Forty-plus years later, what that group started has solidified into CLDI, Community Leadership and Development, Inc., an umbrella organization overseeing multiple causes. CLDI has taken shape over the past decade, helping with things like the state’s housing crisis.

“First one-bedroom and then there are two, two bedrooms because a lot of time in our neighborhood, grandparents are caring for grandkids,” says Kaleb Perdew, executive director of CLDI.

CLDI provides low-income housing that costs from $500 to $1,100 per month, and that’s a gift as thousands statewide sit on Section 8 and low-income housing wait list.

“I was the first one to move in right here, and I love it because it's a great neighborhood,” says George, CLDI Mosaic resident.

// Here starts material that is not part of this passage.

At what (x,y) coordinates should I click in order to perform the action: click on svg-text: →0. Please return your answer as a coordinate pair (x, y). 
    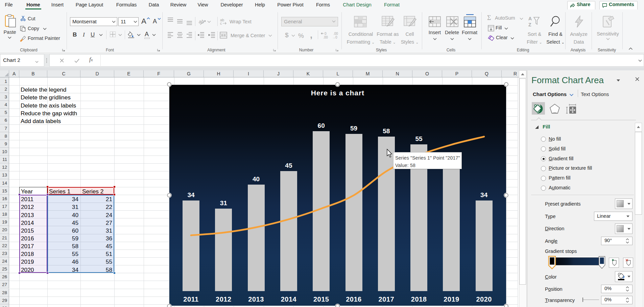
    Looking at the image, I should click on (335, 37).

George, who declined to give his last name, lives in CLDI’S senior housing community called Mosaic. Next door is the organization’s latest housing development, Tapestry, a place to land for people like Promise Vosse, who’s renting her first apartment.

“I like where my life is at right now,” says Vosse.

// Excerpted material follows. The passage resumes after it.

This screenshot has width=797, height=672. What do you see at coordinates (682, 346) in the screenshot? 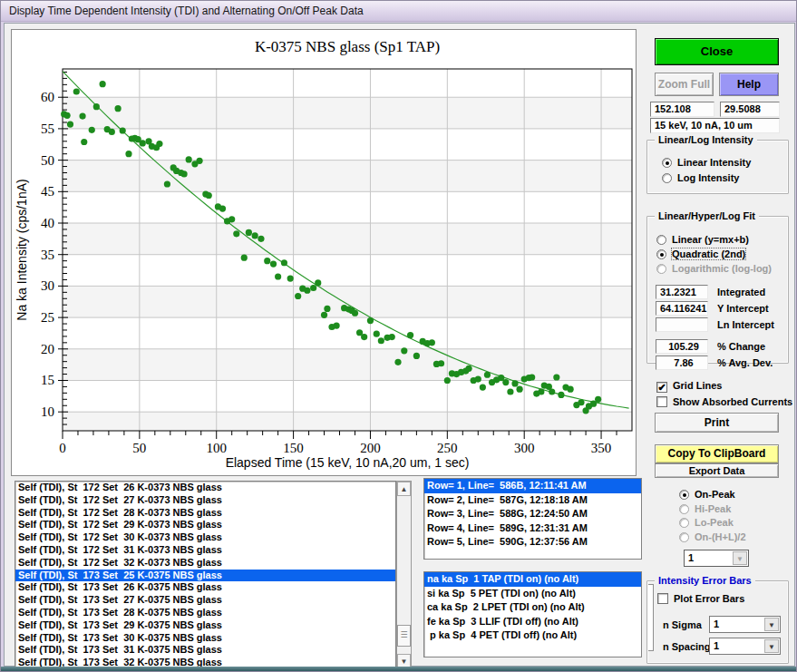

That wasn’t the case just a few years ago, before she moved to CLDI’s Hannah House for a chance at recovery.

“I am able to be a mother now to my one-year-old son,” said Vosse in December of 2022 while living at CLDI’s Hannah House.

Vosse now has two young kids, a place to call home and a job at CLDI’S Rail Line Coffee.

“It's my favorite job and the longest job I've probably ever held. In five years, I would like to become a nurse,” says Vosse.

These are dreams that wouldn’t come true without community backing.

“We want to be involved in the community in meaningful ways, First Interstate Bank. Partnering with CLDI is a great way to do that with what they do and what their mission is,” says Brian Brown, First Interstate Bank Billings market president.

First Interstate Bank has donated about $400,000 to CLDI, purchased $4 million in tax credits to build housing, and the bank has even rented the nonprofit’s Gathering Space, an event venue.

“When you rent this space out, money goes back into the program, which can help them complete their mission. We’ve had our First Interstate Bank Christmas party here as well as my personal wedding with Marissa,” says Brown.

From first looks to first opportunities, there’s a lot of love to go around on the city’s South Side, as blight turns into beautiful lives.

“We love each other, we support each other in this neighborhood,” says George.